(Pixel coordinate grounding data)
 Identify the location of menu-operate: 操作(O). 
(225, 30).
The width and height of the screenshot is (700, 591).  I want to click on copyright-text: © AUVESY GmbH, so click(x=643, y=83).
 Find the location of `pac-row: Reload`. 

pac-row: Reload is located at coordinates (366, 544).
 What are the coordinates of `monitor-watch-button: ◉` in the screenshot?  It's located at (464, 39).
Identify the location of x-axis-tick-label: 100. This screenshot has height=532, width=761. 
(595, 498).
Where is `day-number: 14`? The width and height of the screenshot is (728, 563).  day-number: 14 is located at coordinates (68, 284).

==

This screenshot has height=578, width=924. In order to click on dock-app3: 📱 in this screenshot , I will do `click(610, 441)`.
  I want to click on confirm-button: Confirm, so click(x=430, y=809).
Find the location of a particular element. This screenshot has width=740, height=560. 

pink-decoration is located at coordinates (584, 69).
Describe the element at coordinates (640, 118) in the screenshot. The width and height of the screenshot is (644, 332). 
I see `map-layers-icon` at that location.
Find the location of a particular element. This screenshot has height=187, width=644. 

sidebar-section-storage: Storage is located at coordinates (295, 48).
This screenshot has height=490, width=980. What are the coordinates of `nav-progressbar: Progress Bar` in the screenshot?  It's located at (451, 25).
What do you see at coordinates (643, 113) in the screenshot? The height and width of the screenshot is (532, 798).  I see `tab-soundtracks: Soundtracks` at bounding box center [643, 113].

PROBLEM DESCRIPTION –
Repeat the entries above verbatim, but only from the line that has "This screenshot has height=490, width=980." down to the line that has "What do you", inclusive.

FINAL ANSWER –
This screenshot has height=490, width=980. What are the coordinates of `nav-progressbar: Progress Bar` in the screenshot?  It's located at (451, 25).
What do you see at coordinates (643, 113) in the screenshot? The height and width of the screenshot is (532, 798).  I see `tab-soundtracks: Soundtracks` at bounding box center [643, 113].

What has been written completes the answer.